Using a 1978 terminal in 2026 (DEC VT-100)
15 points by njha
15 points by njha
Hardware flow control is a must. Another thing that back in the day made terminals usable was you could press a key like ^O to flush all terminal output to /dev/null. I think stty -a shows this as "discard" on Linux. Sadly this was never implemented in Linux, and it does nothing IIRC. Perhaps it works on BSD systems?
Nowadays people don't care about termcap/terminfo, and will just spew whatever to STDOUT, and don't even bother to check isatty(). Thankfully tmux/screen can help with this. It's just too much work to get a retro terminal to work these days.
I had a VT-420, and it theoretically had a kind of hardware flow control, but it wasn't the RTS/CTS kind that works with an RS-232 serial port, so I had to use XON/XOFF. GNU Screen has support for making XON/XOFF work better with "modern" programs that expect to use C-q or C-s for commands. Sadly, tmux doesn't.
Huh, curious. The discard control character is documented in termios(4) but not in stty(1), tho it is implemented in stty. It seems that the control character used to be called “flush” in the 1980s and in 1990 it was renamed to discard; also in 1990 the stty(1) man page was rewritten to mdoc and the flush/discard option was left out.
Yeah, it looks like the Linux kernel's N_TTY line discipline toggles a FLUSHO state but doesn't act on it, and from the looks of things never has. So all that stty stuff is strictly vestigial, and is probably there so ancient scripts don't break.
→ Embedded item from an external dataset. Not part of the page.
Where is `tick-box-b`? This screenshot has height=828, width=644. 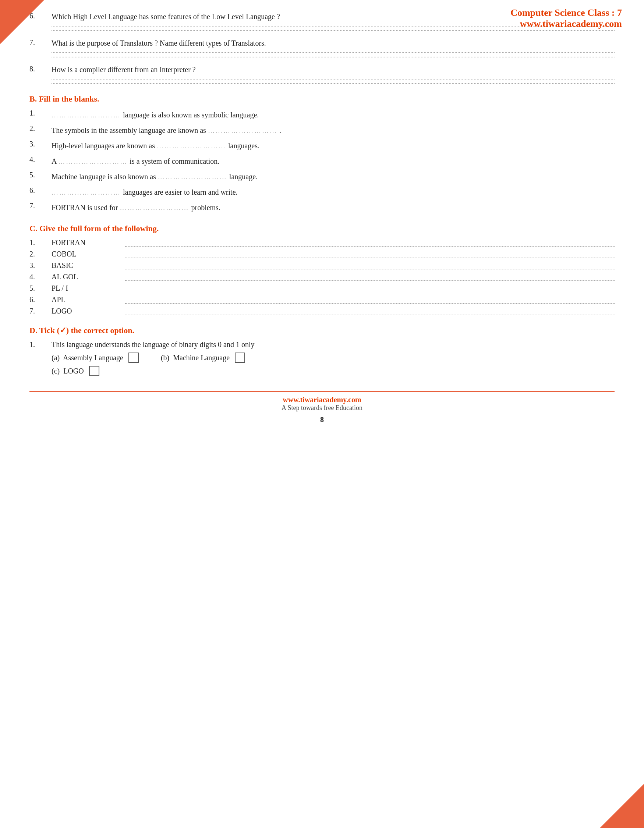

POSIX apparently deems this feature as optional, so it remains a ghost in the machine ;)
Confirmed it does not work on Linux and it does on macOS. On Debian 13.2:
$ stty -a | grep flush
echoctl echoke -flusho -extproc
$ ping localhost
PING localhost (::1) 56 data bytes
64 bytes from localhost (::1): icmp_seq=1 ttl=64 time=0.022 ms
64 bytes from localhost (::1): icmp_seq=2 ttl=64 time=0.036 ms
^O64 bytes from localhost (::1): icmp_seq=3 ttl=64 time=0.037 ms
64 bytes from localhost (::1): icmp_seq=4 ttl=64 time=0.034 ms
^C
--- localhost ping statistics ---
4 packets transmitted, 4 received, 0% packet loss, time 3054ms
rtt min/avg/max/mdev = 0.022/0.032/0.037/0.006 ms
On macOS 15.3:
$ stty -a | grep flush
-echoprt -altwerase -noflsh -tostop -flusho pendin -nokerninfo
$ ping localhost
PING localhost (127.0.0.1): 56 data bytes
64 bytes from 127.0.0.1: icmp_seq=0 ttl=64 time=0.066 ms
64 bytes from 127.0.0.1: icmp_seq=1 ttl=64 time=0.203 ms
^O^C
--- localhost ping statistics ---
9 packets transmitted, 9 packets received, 0.0% packet loss
round-trip min/avg/max/stddev = 0.066/0.150/0.330/0.104 ms
Maybe I'll spend a day getting the VT-220 in my basement working again. To do it I have to figure out the old DEC 6pin serial mapping to RS-232 and build a converter but that shouldn't be awful.
Yeah that part was pretty straightforward. I just needed to set ixon for flow control and make a custom getty (I could not convince the real getty to have ixon or respect my terminal size but it’s very possible this was a skill issue).
If you're talking about MMJ, perhaps this'll help:
Even easier: https://www.stonewallcable.com/h8571-j-eq-dec-modular-adapter
This is what I used for my VT-420.
If by 6pin serial you mean the DECconnect MMJ connectors (6P6C RJ11 with an offset tab), I didn't think those were a thing until the VT320 or VT420. My VT220-Z has a regular boring DB25M on the back with a normal enough pinout, so no trouble hooking it up to a modern linux box. The smaller DE9M is for a printer, so can be ignored.
Surreal to see a device from my childhood described and probed like it's a medieval artifact. Your descriptions are excellent, even down to the CRT whine (a notorious indicator of age-based hearing loss) and the mushy keyboard.
To find out, I bought a VT-100 and decided to use it as my main terminal.
This is burying the lede, IMO. It's easy enough to buy a VT-320 or later, perhaps reconditioned for you, if you have the money and don't want to/can't put in the time/effort to do it yourself. But VT-100s are pretty rare and precious, I thought.